The Bay Area was the first area in the nation to impose stay at home directives, with six counties including San Francisco announcing “shelter in place” orders on March 16.

Oregon Governor Kate Brown declared a state of emergency on March 8, when her state had only 14 confirmed coronavirus cases. Photo: AP

Los Angeles mayor Eric Garcetti issued a “stay at home” order for his city – home to nearly 4 million people – just three days later, followed later that day by Newsom, who issued a statewide stay-at-home order.

Speaking to the San Francisco Chronicle on Monday, Dr Alexei Wagner, assistant director of adult emergency medicine at Stanford University’s school of medicine, said: “If you look at last week compared to this week, the California numbers are much flatter, the peaks are lower.

“And I think there is a sense that the work that we've done for social distancing, social isolation is definitely starting to flatten the curve.”

Even without its early actions, the west coast is uniquely positioned to tackle this pandemic. California boasts the largest economy in the US by far: its taxpayers account for 15 per cent of individual payments to the US Treasury.

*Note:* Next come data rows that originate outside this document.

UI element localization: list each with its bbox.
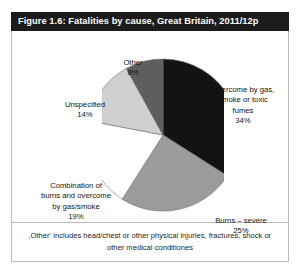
pie-label-other-text: Other bbox=[123, 58, 142, 67]
figure-footnote-area: ‚Other‘ includes head/chest or other phy… bbox=[12, 224, 288, 261]
pie-label-overcome-line3: fumes bbox=[233, 106, 254, 115]
pie-label-combination-line3: by gas/smoke bbox=[52, 202, 99, 211]
figure-title-bar: Figure 1.6: Fatalities by cause, Great B… bbox=[11, 12, 289, 31]
pie-label-combination-line1: Combination of bbox=[50, 181, 102, 190]
pie-label-overcome-line1: Overcome by gas, bbox=[212, 85, 274, 94]
pie-chart-area: Other 8% Overcome by gas, smoke or toxic… bbox=[12, 31, 288, 223]
pie-label-unspecified: Unspecified 14% bbox=[44, 100, 126, 121]
pie-label-overcome-percent: 34% bbox=[204, 116, 282, 126]
pie-label-combination-line2: burns and overcome bbox=[41, 191, 111, 200]
pie-label-unspecified-percent: 14% bbox=[44, 110, 126, 120]
figure-footnote: ‚Other‘ includes head/chest or other phy… bbox=[22, 230, 278, 253]
figure-panel: Other 8% Overcome by gas, smoke or toxic… bbox=[11, 31, 289, 262]
pie-label-overcome-line2: smoke or toxic bbox=[218, 95, 268, 104]
figure-title: Figure 1.6: Fatalities by cause, Great B… bbox=[18, 12, 259, 31]
pie-label-overcome: Overcome by gas, smoke or toxic fumes 34… bbox=[204, 85, 282, 127]
figure-container: Figure 1.6: Fatalities by cause, Great B… bbox=[11, 12, 289, 263]
pie-label-other-percent: 8% bbox=[100, 68, 166, 78]
pie-label-combination-percent: 19% bbox=[24, 212, 128, 222]
pie-label-unspecified-text: Unspecified bbox=[65, 100, 105, 109]
pie-label-other: Other 8% bbox=[100, 58, 166, 79]
pie-label-combination: Combination of burns and overcome by gas… bbox=[24, 181, 128, 223]
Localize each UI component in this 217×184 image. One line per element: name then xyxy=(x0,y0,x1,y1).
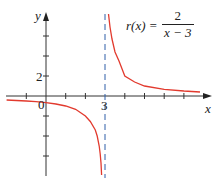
x-axis-arrow-icon xyxy=(203,93,212,99)
function-fraction: 2 x − 3 xyxy=(162,8,194,41)
y-axis-arrow-icon xyxy=(43,12,49,21)
y-tick-label-2: 2 xyxy=(36,70,43,83)
fraction-numerator: 2 xyxy=(162,8,194,25)
y-axis-label: y xyxy=(35,9,41,22)
x-axis-label: x xyxy=(205,102,211,115)
function-label: r(x) = xyxy=(126,19,158,32)
fraction-denominator: x − 3 xyxy=(162,25,194,41)
x-tick-label-0: 0 xyxy=(38,98,45,111)
curve-left-branch xyxy=(7,100,102,175)
x-tick-label-3: 3 xyxy=(101,99,108,112)
rational-function-graph: y x 2 0 3 r(x) = 2 x − 3 xyxy=(0,0,217,184)
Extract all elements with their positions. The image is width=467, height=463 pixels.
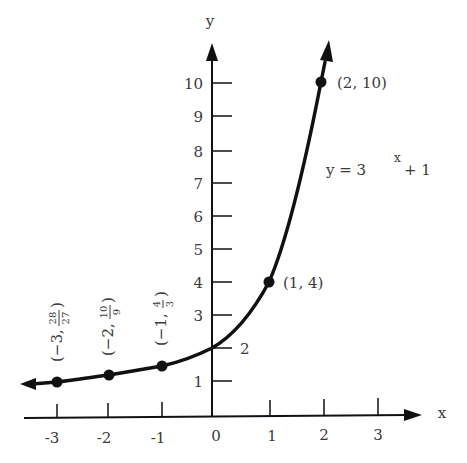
y-tick-label: 10	[184, 75, 203, 93]
y-tick-label: 7	[193, 175, 203, 193]
svg-text:3: 3	[164, 301, 175, 307]
y-tick-label: 6	[193, 208, 203, 226]
y-tick-label: 4	[193, 274, 203, 292]
point-2-10	[316, 77, 327, 88]
point-label-1-4: (1, 4)	[283, 274, 323, 292]
svg-text:9: 9	[111, 309, 122, 315]
x-tick-label: 0	[211, 427, 221, 445]
point-1-4	[264, 277, 275, 288]
x-tick-label: -2	[97, 429, 112, 447]
y-tick-label: 3	[193, 307, 203, 325]
svg-text:x: x	[394, 151, 401, 165]
y-tick-label: 9	[193, 108, 203, 126]
x-tick-label: 3	[373, 426, 383, 444]
svg-text:): )	[152, 291, 170, 297]
curve-top-arrow-icon	[320, 40, 333, 62]
point-neg1	[157, 361, 168, 372]
x-tick-label: -1	[151, 429, 166, 447]
curve-left-arrow-icon	[20, 378, 36, 390]
x-tick-label: 2	[319, 426, 329, 444]
x-axis-arrow-icon	[404, 409, 422, 421]
svg-text:(−3,: (−3,	[48, 329, 66, 362]
point-label-neg2: (−2, 10 9 )	[98, 297, 122, 356]
point-neg2	[104, 370, 115, 381]
y-tick-label: 8	[193, 143, 203, 161]
equation-label: y = 3 x + 1	[325, 151, 431, 179]
y-tick-label: 5	[193, 241, 203, 259]
curve	[20, 40, 333, 390]
x-tick-label: -3	[45, 429, 60, 447]
svg-text:): )	[99, 297, 117, 303]
point-label-2-10: (2, 10)	[337, 74, 387, 92]
y-tick-label: 2	[240, 340, 250, 358]
y-tick-label: 1	[193, 373, 203, 391]
x-axis: -3 -2 -1 0 1 2 3 x	[24, 398, 447, 447]
svg-text:10: 10	[98, 306, 109, 319]
svg-text:4: 4	[151, 301, 162, 307]
svg-text:): )	[48, 302, 66, 308]
point-label-neg3: (−3, 28 27 )	[47, 302, 71, 362]
y-axis-arrow-icon	[206, 43, 218, 61]
x-tick-label: 1	[267, 427, 277, 445]
svg-text:(−1,: (−1,	[152, 313, 170, 346]
exponential-graph: -3 -2 -1 0 1 2 3 x 1 2 3 4 5 6 7 8 9	[0, 0, 467, 463]
point-label-neg1: (−1, 4 3 )	[151, 291, 175, 346]
x-axis-label: x	[438, 404, 447, 422]
svg-text:+ 1: + 1	[404, 161, 431, 179]
svg-text:27: 27	[60, 312, 71, 325]
svg-text:28: 28	[47, 312, 58, 325]
svg-text:(−2,: (−2,	[99, 323, 117, 356]
svg-text:y = 3: y = 3	[325, 161, 366, 179]
point-neg3	[52, 377, 63, 388]
y-axis-label: y	[205, 12, 215, 30]
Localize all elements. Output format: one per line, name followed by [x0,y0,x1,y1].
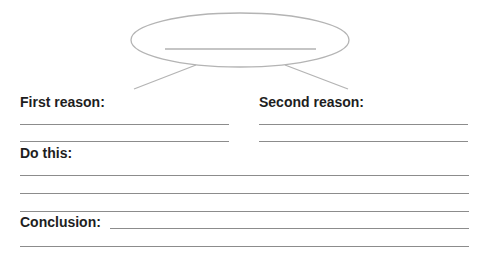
conclusion-line-1[interactable] [110,228,469,229]
do-this-line-1[interactable] [20,175,469,176]
first-reason-label: First reason: [20,94,105,110]
conclusion-label: Conclusion: [20,214,101,230]
topic-diagram [0,0,484,100]
second-reason-line-1[interactable] [259,124,468,125]
second-reason-line-2[interactable] [259,141,468,142]
second-reason-label: Second reason: [259,94,364,110]
conclusion-line-2[interactable] [20,246,469,247]
do-this-line-3[interactable] [20,211,469,212]
first-reason-line-1[interactable] [20,124,229,125]
connector-right [285,65,348,89]
do-this-label: Do this: [20,145,72,161]
topic-ellipse [131,13,349,67]
connector-left [134,65,196,89]
do-this-line-2[interactable] [20,193,469,194]
first-reason-line-2[interactable] [20,141,229,142]
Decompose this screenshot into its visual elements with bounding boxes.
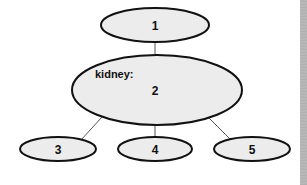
node-5-label: 5: [249, 143, 256, 157]
node-2-label: 2: [152, 84, 159, 98]
node-4: 4: [118, 137, 192, 161]
node-1: 1: [101, 8, 209, 42]
node-1-label: 1: [152, 19, 159, 33]
edge-2-3: [81, 117, 102, 140]
node-2-heading: kidney:: [95, 68, 134, 80]
concept-map: 1 kidney: 2 3 4 5: [0, 0, 307, 185]
node-5: 5: [214, 137, 290, 161]
node-4-label: 4: [152, 143, 159, 157]
node-3-label: 3: [55, 143, 62, 157]
edge-2-5: [208, 117, 230, 139]
node-3: 3: [20, 137, 96, 161]
node-2: kidney: 2: [72, 55, 242, 125]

If it were its own country, California would have the fifth-largest economy in the world, larger than that of Britain.

California is also home to more billionaires than any other state; it and Washington are headquarters to many tech and biomedical companies whose support in fighting the virus has been invaluable.

The west coast has close trade relationships with Asia, especially China, which, for example, allowed Governor Newsom to quickly establish a pipeline directly from Chinese manufacturers to hospitals for surgical masks and other PPE.

California especially is also more politically unified – profoundly Democratic – than many other states, helping it move fast and decisively with less political infighting in the time of crisis.

For his part, in discussing California’s response to the coronavirus, Newsom now peppers his daily briefings with the phrase “nation-state” – evidently a bid to hold up his state as a counterexample to what many describe as the federal government’s botched handling of Covid-19.

Emphasising the west coast’s unified response to the pandemic, on Monday Newsom announced a joint statement by California, Washington, and Oregon setting out a shared framework for reopening the economy “not just within our states, but more broadly as a region”.

Discussing on Monday the joint moves he and his west coast counterparts will be planning, Newsom said, “I just want to acknowledge and thank … Governor Brown, and Governor Inslee for their ongoing partnership, their incredible support, and the collaborative spirit that … goes well beyond just this moment.”

He added: “We have had the deep collaborative spirit advanced now in states large and small across the United States – but none stronger than the relationships we have formed with Washington state and the state of Oregon.”